My sister remembers Marie as intimidatingly chic; the rare invitations to tea and petits fours left her nervous and exhilarated. The daughter was beautiful. She spoke French and made her own Barbie outfits. My sister wanted to be her friend.
The high school I later attended was across the street from Mary’s. CPR trains still ran daily down the boulevard. We flattened pennies on the tracks. Every time, I thought the train would derail. Each penny was worth three jawbreakers. Flattened, they were worthless, but they looked cool.
What else? I remember my brother’s friends playing keepaway with me in the backyard.
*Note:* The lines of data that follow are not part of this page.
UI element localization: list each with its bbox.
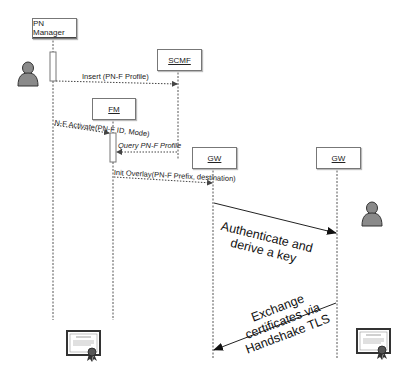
participant-fm: FM xyxy=(92,98,136,120)
certificate-icon xyxy=(357,329,390,360)
participant-pn-manager: PN Manager xyxy=(32,18,77,39)
diagram-canvas xyxy=(0,0,409,380)
user-icon xyxy=(362,202,382,226)
participant-label: GW xyxy=(208,154,222,163)
message-label-query-profile: Query PN-F Profile xyxy=(118,141,181,150)
participant-gw2: GW xyxy=(316,147,361,169)
activation-pn-manager xyxy=(50,52,56,81)
participant-label: PN Manager xyxy=(33,19,76,38)
participant-scmf: SCMF xyxy=(157,49,202,71)
user-icon xyxy=(18,62,38,86)
participant-label: GW xyxy=(332,154,346,163)
participant-label: FM xyxy=(108,105,120,114)
certificate-icon xyxy=(67,331,100,362)
participant-gw1: GW xyxy=(192,147,237,169)
activation-fm xyxy=(110,133,116,162)
arrow-insert xyxy=(56,81,177,84)
participant-label: SCMF xyxy=(168,56,191,65)
message-label-insert: Insert (PN-F Profile) xyxy=(82,72,149,81)
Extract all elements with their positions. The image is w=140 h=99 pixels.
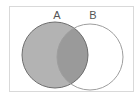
venn-diagram: A B	[0, 0, 140, 99]
set-b-label: B	[89, 9, 96, 21]
set-a-label: A	[53, 9, 61, 21]
venn-svg: A B	[0, 0, 140, 99]
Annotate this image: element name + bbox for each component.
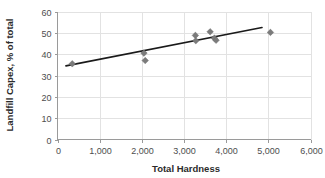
chart-container: 010203040506001,0002,0003,0004,0005,0006… <box>0 0 325 178</box>
scatter-plot: 010203040506001,0002,0003,0004,0005,0006… <box>0 0 325 178</box>
y-tick-label: 50 <box>41 29 51 39</box>
x-tick-label: 2,000 <box>131 146 154 156</box>
x-tick-label: 3,000 <box>173 146 196 156</box>
x-tick-label: 5,000 <box>257 146 280 156</box>
y-tick-label: 10 <box>41 114 51 124</box>
x-tick-label: 4,000 <box>215 146 238 156</box>
y-tick-label: 0 <box>46 136 51 146</box>
x-axis-title: Total Hardness <box>152 163 220 174</box>
y-tick-label: 30 <box>41 72 51 82</box>
x-tick-label: 0 <box>56 146 61 156</box>
data-point-marker <box>193 37 200 44</box>
y-tick-label: 20 <box>41 93 51 103</box>
data-point-marker <box>69 60 76 67</box>
y-axis-title: Landfill Capex, % of total <box>4 19 15 132</box>
x-tick-label: 1,000 <box>89 146 112 156</box>
y-tick-label: 40 <box>41 50 51 60</box>
data-points <box>69 28 274 67</box>
y-tick-label: 60 <box>41 8 51 18</box>
gridlines <box>58 12 312 140</box>
x-tick-label: 6,000 <box>300 146 323 156</box>
data-point-marker <box>207 28 214 35</box>
axis-tick-labels: 010203040506001,0002,0003,0004,0005,0006… <box>41 8 322 156</box>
They were twelve years older than I was. They attended Vancouver College, which was run by the Christian Brothers. This was a decade before the period covered by the current class-action lawsuit, which involves allegations of physical and sexual abuse by brothers and staff from 1976 to 2013.

They called me Tank. I wore tartan shorts with matching suspenders. My favourite toy was the slide whistle Walt gave me. I was kicked out of my fifth birthday party because I refused to stop blowing it. Sliding the plunger in and out. Making the pitch shift. My mother hated it.
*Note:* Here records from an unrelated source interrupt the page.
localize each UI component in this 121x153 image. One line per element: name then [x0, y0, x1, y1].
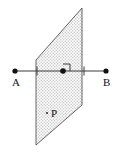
point-a-dot — [12, 68, 17, 73]
point-b-dot — [103, 68, 108, 73]
label-plane-p: P — [51, 107, 57, 119]
plane-p-shape — [36, 8, 82, 145]
intersection-point-dot — [60, 68, 66, 74]
label-a: A — [12, 76, 20, 88]
plane-label-dot — [46, 112, 48, 114]
geometry-figure: A B P — [0, 0, 121, 153]
label-b: B — [103, 76, 110, 88]
geometry-canvas: A B P — [0, 0, 121, 153]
My poor mother. I remember the oversized playpen she set up in the backyard, not to hold me in but keep me out – she’d sit alone inside on a chair, sipping iced tea nd absorbed in her book, while I stood outside, shaking the wooden bars, desperate to be let in.
In 1966, we moved to Crown Street, on Musqueam land. I’ve written about that house a few times, including here and here. I might have more to say about it next week, but by then I’ll be trudging across the Isle of Muck or Eigg with a couple of deadlines in my pack, including one on a new book about the Louvre by Elaine Sciolino for the TLS, so maybe we’ll have to take a pass on that one and move on to number three – my first move out, in 1980, a shared apartment above the long-gone Hong Kong Kitchen in the UBC Village.
Have a great week, stay cool, and live forward, as a wise friend told me yesterday. Her new beautiful book will accompany me to the Inner Hebrides next week. Here’s a link.
Peace.
My house on E 26th looked identical. Can't attach a photo...
Loved It too and triggered My Own Maryland memories of long lost homes and beach cottages in Delaware.